Wednesday, November 6, 2024

How to Read More Mindfully and Actually Stay Present

Quietly, Evelyn Pages & Perspectives

How to Read More Mindfully and Actually Stay Present

An open book beside a mug on a linen surface in warm light

"You reached the end of the page and remembered nothing. The words were there. You just weren't."

It happens in the middle of a chapter you were genuinely looking forward to. You're there, on the sofa, book in hand, tea going cold on the table beside you. And then you realise you've read three pages and retained absolutely nothing. Your eyes moved. Your brain was somewhere else entirely — replaying a conversation, drafting a reply you haven't sent yet, somewhere other than here.

I used to assume this was a concentration problem. That I just wasn't a focused person. But I've come to think it's less about focus and more about how we arrive at reading. We pick up a book mid-rush, mid-thought, mid-something. And the page never really had a chance.

What reading mindfully actually means

It isn't a meditative technique or a five-step practice. It's simpler and harder than that. It's just arriving. Coming to the page with a little intention rather than tumbling into it sideways between other things.

When I started thinking about reading this way, a few small shifts made a real difference. Not rules. More like habits that grew quietly until they felt normal.

Set a small intention before you open the book

Not a goal. Not pages or chapters. Just a reason. You're reading because the story has been pulling at you all day. Because you need thirty minutes that belong to you. Because you want to find out what happens next and you've earned the right to find out. That small moment of naming why you're here does something. It closes the tab on everything else, just a little.

Let the space around reading do some of the work

I'm not suggesting candles and ceremony, although if candles are your thing, absolutely. I just mean that reading in a noisy, half-distracted environment makes presence harder. A quieter corner, the phone in another room, the particular cup you always use for reading evenings — none of it is fussy. It's just making the conditions a little more friendly to actually being here.

When a line stops you, let it stop you

This is the one I forget most often. You read something that lands. Something true or beautiful or unexpectedly funny. And then you immediately read the next sentence because that's what reading is, isn't it? Moving forward.

But you can stop. You can stay with a sentence. Reread it. Notice what it does. Some of the best reading I've done has happened in those pauses, when I wasn't going anywhere for a moment. Just sitting with what had just been said.

A few books that are worth reading slowly

Not every book invites this kind of attention. Some are meant to be raced through at midnight, slightly breathless. But these three reward a slower pace. They're better when you're actually there.

One of the clearest examples for me was The Summer Book by Tove Jansson, which only really opens if you meet it at its own patient pace.

The Art of Reading

Damon Young

A quiet meditation on why we read at all and what we're really looking for when we do. Young writes with warmth and real philosophical weight, but it never feels heavy. One chapter at a time is exactly right for this one.

The Book of Delights

Ross Gay

Short essays about small things that brought Gay unexpected joy over the course of a year. The writing is tender and very alive. It's the kind of book that makes you want to set it down occasionally and look around at what's in front of you.

Zen and the Art of Motorcycle Maintenance

Robert M. Pirsig

Dense and demanding in the best possible way. Pirsig asks questions you're not quite ready for, and then gives you the road trip to think them through. This is not a book for a Tuesday commute. It needs room.


Is there a book you've read recently that you wish you'd gone slower with? Or one that finally made you feel like you were properly inside it? I'd love to know what it was.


**WHAT THE TASK REQUIRES**
Where an entry holds an image, skip the image but reproduce the rest word for word.

**INFORMATION SHOWN**

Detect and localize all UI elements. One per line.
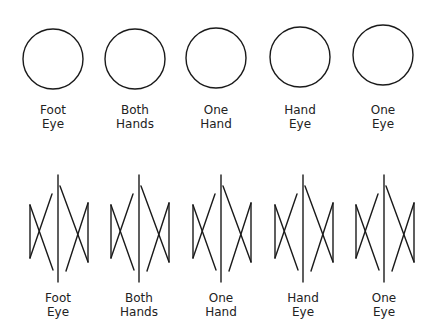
bowtie-figure <box>356 175 414 282</box>
label-line-2: Hand <box>181 117 251 131</box>
bowtie-label: OneHand <box>186 291 256 319</box>
circle-label: HandEye <box>265 103 335 131</box>
label-line-2: Eye <box>18 117 88 131</box>
label-line-1: Foot <box>23 291 93 305</box>
circle-figure <box>353 25 413 85</box>
label-line-1: Foot <box>18 103 88 117</box>
circle-figure <box>23 29 83 89</box>
label-line-2: Eye <box>268 305 338 319</box>
bowtie-figure <box>30 175 88 282</box>
label-line-1: Both <box>100 103 170 117</box>
label-line-2: Hand <box>186 305 256 319</box>
circle-label: BothHands <box>100 103 170 131</box>
label-line-2: Eye <box>348 117 418 131</box>
circle-figure <box>105 29 165 89</box>
label-line-2: Hands <box>100 117 170 131</box>
bowtie-label: BothHands <box>104 291 174 319</box>
label-line-2: Eye <box>349 305 419 319</box>
bowtie-label: HandEye <box>268 291 338 319</box>
circle-figure <box>270 27 330 87</box>
label-line-1: Hand <box>265 103 335 117</box>
label-line-1: One <box>186 291 256 305</box>
figure-canvas <box>0 0 436 321</box>
circle-label: OneEye <box>348 103 418 131</box>
bowtie-figure <box>275 175 333 282</box>
bowtie-label: FootEye <box>23 291 93 319</box>
label-line-1: Hand <box>268 291 338 305</box>
circle-figure <box>186 28 246 88</box>
circle-label: OneHand <box>181 103 251 131</box>
bowtie-figure <box>193 175 251 282</box>
label-line-1: One <box>349 291 419 305</box>
label-line-1: One <box>181 103 251 117</box>
label-line-2: Eye <box>23 305 93 319</box>
label-line-2: Eye <box>265 117 335 131</box>
bowtie-figure <box>111 175 169 282</box>
bowtie-label: OneEye <box>349 291 419 319</box>
label-line-1: Both <box>104 291 174 305</box>
circle-label: FootEye <box>18 103 88 131</box>
label-line-1: One <box>348 103 418 117</box>
label-line-2: Hands <box>104 305 174 319</box>
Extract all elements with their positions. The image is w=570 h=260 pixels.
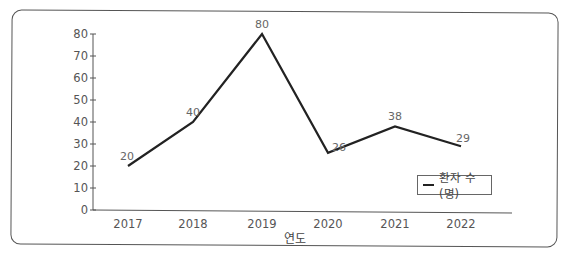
line-chart: 0102030405060708020172018201920202021202… [0, 0, 570, 260]
data-point-label: 40 [186, 106, 200, 119]
data-point-label: 20 [120, 150, 134, 163]
x-tick-label: 2022 [446, 217, 475, 231]
x-tick-label: 2018 [178, 217, 207, 231]
y-tick-label: 60 [73, 71, 88, 85]
y-tick-label: 30 [73, 137, 88, 151]
y-tick-label: 20 [73, 159, 88, 173]
x-tick-label: 2021 [380, 217, 409, 231]
y-tick-label: 40 [73, 115, 88, 129]
legend-line-icon [423, 184, 434, 187]
data-point-label: 26 [332, 141, 346, 154]
data-point-label: 38 [388, 110, 402, 123]
series-line [128, 34, 461, 166]
x-axis-label: 연도 [284, 229, 306, 246]
x-tick-label: 2017 [113, 217, 142, 231]
data-point-label: 29 [456, 132, 470, 145]
legend: 환자 수(명) [417, 175, 492, 195]
x-axis [93, 210, 512, 213]
x-tick-label: 2020 [313, 217, 342, 231]
x-tick-label: 2019 [247, 217, 276, 231]
y-tick-label: 70 [73, 49, 88, 63]
y-tick-label: 0 [81, 203, 88, 217]
y-tick-label: 80 [73, 27, 88, 41]
data-point-label: 80 [255, 18, 269, 31]
y-tick-label: 10 [73, 181, 88, 195]
y-tick-label: 50 [73, 93, 88, 107]
legend-label: 환자 수(명) [439, 169, 491, 201]
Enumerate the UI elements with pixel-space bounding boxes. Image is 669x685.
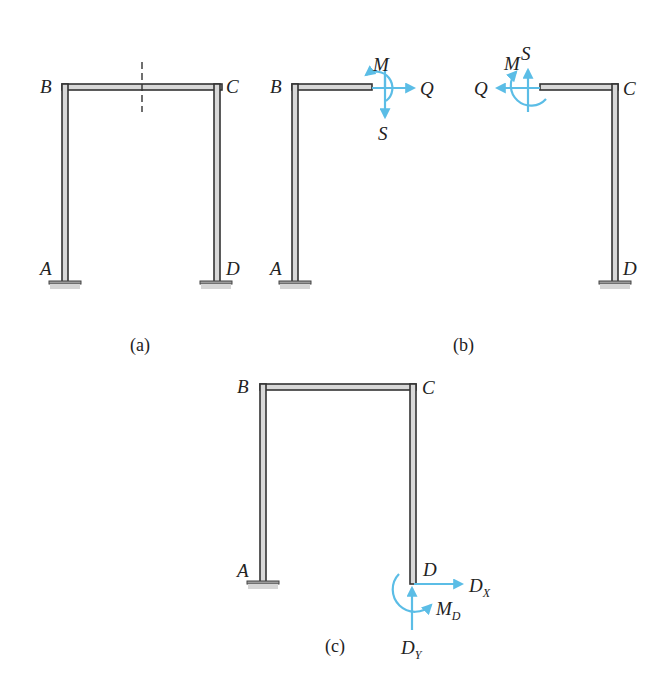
panel-b-right: C D M S Q (b) xyxy=(453,43,637,356)
internal-forces-left xyxy=(366,70,414,117)
label-md: MD xyxy=(435,598,461,623)
label-c: C xyxy=(422,377,435,398)
label-b: B xyxy=(237,376,249,397)
label-a: A xyxy=(268,258,282,279)
panel-c: B C A D DX MD DY (c) xyxy=(235,376,491,662)
frame-c xyxy=(247,384,416,589)
label-axial: Q xyxy=(474,78,488,99)
label-dy: DY xyxy=(400,637,423,662)
label-c: C xyxy=(226,76,239,97)
label-shear: S xyxy=(521,43,531,64)
label-d: D xyxy=(225,258,240,279)
label-a: A xyxy=(38,258,52,279)
label-d: D xyxy=(422,559,437,580)
frame-a xyxy=(49,84,232,289)
caption-a: (a) xyxy=(130,335,150,356)
internal-forces-right xyxy=(497,70,546,112)
label-axial: Q xyxy=(420,78,434,99)
label-moment: M xyxy=(503,53,521,74)
frame-diagram: B C A D (a) B A M Q S C D xyxy=(0,0,669,685)
panel-a: B C A D (a) xyxy=(38,62,240,356)
caption-c: (c) xyxy=(325,636,345,657)
panel-b-left: B A M Q S xyxy=(268,54,434,289)
label-moment: M xyxy=(372,54,390,75)
label-b: B xyxy=(40,76,52,97)
label-dx: DX xyxy=(468,575,491,600)
label-c: C xyxy=(623,78,636,99)
label-a: A xyxy=(235,560,249,581)
label-b: B xyxy=(270,76,282,97)
label-d: D xyxy=(622,258,637,279)
caption-b: (b) xyxy=(453,335,474,356)
label-shear: S xyxy=(378,123,388,144)
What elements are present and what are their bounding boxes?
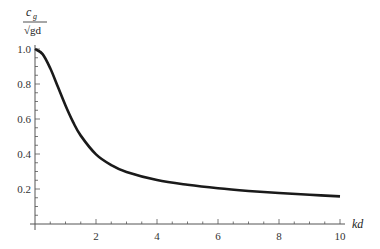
x-tick-label: 4 xyxy=(154,230,160,242)
x-tick-label: 8 xyxy=(276,230,282,242)
y-tick-label: 0.8 xyxy=(17,78,31,90)
x-tick-label: 10 xyxy=(335,230,347,242)
y-label-denominator: √gd xyxy=(24,24,42,36)
x-axis-label: kd xyxy=(352,217,364,231)
data-line xyxy=(35,49,340,196)
y-tick-label: 0.2 xyxy=(17,183,31,195)
x-tick-label: 6 xyxy=(215,230,221,242)
y-tick-label: 0.6 xyxy=(17,113,31,125)
y-axis-label: c g √gd xyxy=(23,5,47,36)
x-ticks: 246810 xyxy=(50,219,346,242)
y-ticks: 0.20.40.60.81.0 xyxy=(17,43,40,215)
x-tick-label: 2 xyxy=(93,230,99,242)
y-label-subscript: g xyxy=(33,12,37,21)
y-tick-label: 0.4 xyxy=(17,148,31,160)
chart: c g √gd 0.20.40.60.81.0 246810 kd xyxy=(0,0,380,249)
y-tick-label: 1.0 xyxy=(17,43,31,55)
y-label-numerator: c xyxy=(26,5,32,19)
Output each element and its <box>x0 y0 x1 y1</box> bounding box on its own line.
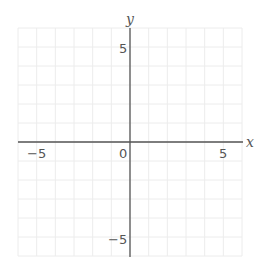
y-axis-label: y <box>125 11 135 27</box>
x-tick-5: 5 <box>219 146 227 161</box>
x-tick-neg5: −5 <box>27 146 46 161</box>
origin-label: 0 <box>119 146 127 161</box>
y-tick-5: 5 <box>119 41 127 56</box>
y-tick-neg5: −5 <box>108 232 127 247</box>
x-axis-label: x <box>246 134 254 150</box>
coordinate-plane: x y −5 0 5 5 −5 <box>0 0 269 275</box>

**ANSWER BOX**
Detect and localize all UI elements. One per line.
bowtie-figure <box>356 175 414 282</box>
label-line-2: Hand <box>181 117 251 131</box>
bowtie-label: OneHand <box>186 291 256 319</box>
circle-label: HandEye <box>265 103 335 131</box>
label-line-2: Eye <box>18 117 88 131</box>
label-line-1: Foot <box>23 291 93 305</box>
circle-figure <box>353 25 413 85</box>
label-line-1: Foot <box>18 103 88 117</box>
circle-figure <box>23 29 83 89</box>
label-line-2: Eye <box>268 305 338 319</box>
bowtie-figure <box>30 175 88 282</box>
label-line-1: Both <box>100 103 170 117</box>
label-line-2: Hand <box>186 305 256 319</box>
circle-label: BothHands <box>100 103 170 131</box>
label-line-2: Eye <box>348 117 418 131</box>
circle-figure <box>105 29 165 89</box>
label-line-2: Hands <box>100 117 170 131</box>
bowtie-label: BothHands <box>104 291 174 319</box>
label-line-2: Eye <box>349 305 419 319</box>
bowtie-label: HandEye <box>268 291 338 319</box>
circle-figure <box>270 27 330 87</box>
label-line-1: Hand <box>265 103 335 117</box>
label-line-1: One <box>186 291 256 305</box>
figure-canvas <box>0 0 436 321</box>
circle-label: OneEye <box>348 103 418 131</box>
bowtie-figure <box>275 175 333 282</box>
bowtie-label: FootEye <box>23 291 93 319</box>
label-line-1: Hand <box>268 291 338 305</box>
circle-figure <box>186 28 246 88</box>
circle-label: OneHand <box>181 103 251 131</box>
bowtie-figure <box>193 175 251 282</box>
label-line-1: One <box>349 291 419 305</box>
label-line-1: One <box>181 103 251 117</box>
label-line-2: Eye <box>23 305 93 319</box>
label-line-2: Eye <box>265 117 335 131</box>
bowtie-figure <box>111 175 169 282</box>
bowtie-label: OneEye <box>349 291 419 319</box>
label-line-1: Both <box>104 291 174 305</box>
circle-label: FootEye <box>18 103 88 131</box>
label-line-1: One <box>348 103 418 117</box>
label-line-2: Hands <box>104 305 174 319</box>
Extract all elements with their positions. The image is w=570 h=260 pixels.
line-chart: 0102030405060708020172018201920202021202… [0, 0, 570, 260]
data-point-label: 40 [186, 106, 200, 119]
data-point-label: 20 [120, 150, 134, 163]
x-tick-label: 2022 [446, 217, 475, 231]
x-tick-label: 2018 [178, 217, 207, 231]
y-tick-label: 60 [73, 71, 88, 85]
y-tick-label: 30 [73, 137, 88, 151]
y-tick-label: 20 [73, 159, 88, 173]
x-tick-label: 2021 [380, 217, 409, 231]
y-tick-label: 40 [73, 115, 88, 129]
legend-line-icon [423, 184, 434, 187]
data-point-label: 26 [332, 141, 346, 154]
data-point-label: 38 [388, 110, 402, 123]
series-line [128, 34, 461, 166]
x-axis-label: 연도 [284, 229, 306, 246]
x-tick-label: 2017 [113, 217, 142, 231]
data-point-label: 29 [456, 132, 470, 145]
legend: 환자 수(명) [417, 175, 492, 195]
x-axis [93, 210, 512, 213]
x-tick-label: 2020 [313, 217, 342, 231]
x-tick-label: 2019 [247, 217, 276, 231]
y-tick-label: 70 [73, 49, 88, 63]
y-tick-label: 0 [81, 203, 88, 217]
y-tick-label: 80 [73, 27, 88, 41]
data-point-label: 80 [255, 18, 269, 31]
y-tick-label: 10 [73, 181, 88, 195]
y-tick-label: 50 [73, 93, 88, 107]
legend-label: 환자 수(명) [439, 169, 491, 201]
Enumerate the UI elements with pixel-space bounding boxes. Image is 669x685.
panel-b-right: C D M S Q (b) xyxy=(453,43,637,356)
internal-forces-left xyxy=(366,70,414,117)
label-md: MD xyxy=(435,598,461,623)
label-c: C xyxy=(422,377,435,398)
label-b: B xyxy=(237,376,249,397)
label-a: A xyxy=(268,258,282,279)
panel-c: B C A D DX MD DY (c) xyxy=(235,376,491,662)
frame-c xyxy=(247,384,416,589)
label-axial: Q xyxy=(474,78,488,99)
label-dy: DY xyxy=(400,637,423,662)
label-c: C xyxy=(226,76,239,97)
label-shear: S xyxy=(521,43,531,64)
label-d: D xyxy=(225,258,240,279)
label-a: A xyxy=(38,258,52,279)
label-d: D xyxy=(422,559,437,580)
frame-a xyxy=(49,84,232,289)
caption-a: (a) xyxy=(130,335,150,356)
internal-forces-right xyxy=(497,70,546,112)
label-axial: Q xyxy=(420,78,434,99)
label-moment: M xyxy=(503,53,521,74)
frame-diagram: B C A D (a) B A M Q S C D xyxy=(0,0,669,685)
panel-a: B C A D (a) xyxy=(38,62,240,356)
caption-c: (c) xyxy=(325,636,345,657)
panel-b-left: B A M Q S xyxy=(268,54,434,289)
label-moment: M xyxy=(372,54,390,75)
label-b: B xyxy=(40,76,52,97)
label-dx: DX xyxy=(468,575,491,600)
label-c: C xyxy=(623,78,636,99)
label-a: A xyxy=(235,560,249,581)
label-b: B xyxy=(270,76,282,97)
label-d: D xyxy=(622,258,637,279)
caption-b: (b) xyxy=(453,335,474,356)
label-shear: S xyxy=(378,123,388,144)
What elements are present and what are their bounding boxes?
x-tick-label: 4 xyxy=(154,230,160,242)
x-tick-label: 8 xyxy=(276,230,282,242)
y-tick-label: 0.8 xyxy=(17,78,31,90)
x-tick-label: 10 xyxy=(335,230,347,242)
y-label-denominator: √gd xyxy=(24,24,42,36)
x-axis-label: kd xyxy=(352,217,364,231)
data-line xyxy=(35,49,340,196)
y-tick-label: 0.2 xyxy=(17,183,31,195)
x-tick-label: 6 xyxy=(215,230,221,242)
y-tick-label: 0.6 xyxy=(17,113,31,125)
y-axis-label: c g √gd xyxy=(23,5,47,36)
x-ticks: 246810 xyxy=(50,219,346,242)
y-ticks: 0.20.40.60.81.0 xyxy=(17,43,40,215)
x-tick-label: 2 xyxy=(93,230,99,242)
y-label-subscript: g xyxy=(33,12,37,21)
y-tick-label: 0.4 xyxy=(17,148,31,160)
chart: c g √gd 0.20.40.60.81.0 246810 kd xyxy=(0,0,380,249)
y-tick-label: 1.0 xyxy=(17,43,31,55)
y-label-numerator: c xyxy=(26,5,32,19)
Output each element and its <box>x0 y0 x1 y1</box> bounding box on its own line.
y-axis-label: y <box>125 11 135 27</box>
x-tick-5: 5 <box>219 146 227 161</box>
x-tick-neg5: −5 <box>27 146 46 161</box>
origin-label: 0 <box>119 146 127 161</box>
y-tick-5: 5 <box>119 41 127 56</box>
y-tick-neg5: −5 <box>108 232 127 247</box>
x-axis-label: x <box>246 134 254 150</box>
coordinate-plane: x y −5 0 5 5 −5 <box>0 0 269 275</box>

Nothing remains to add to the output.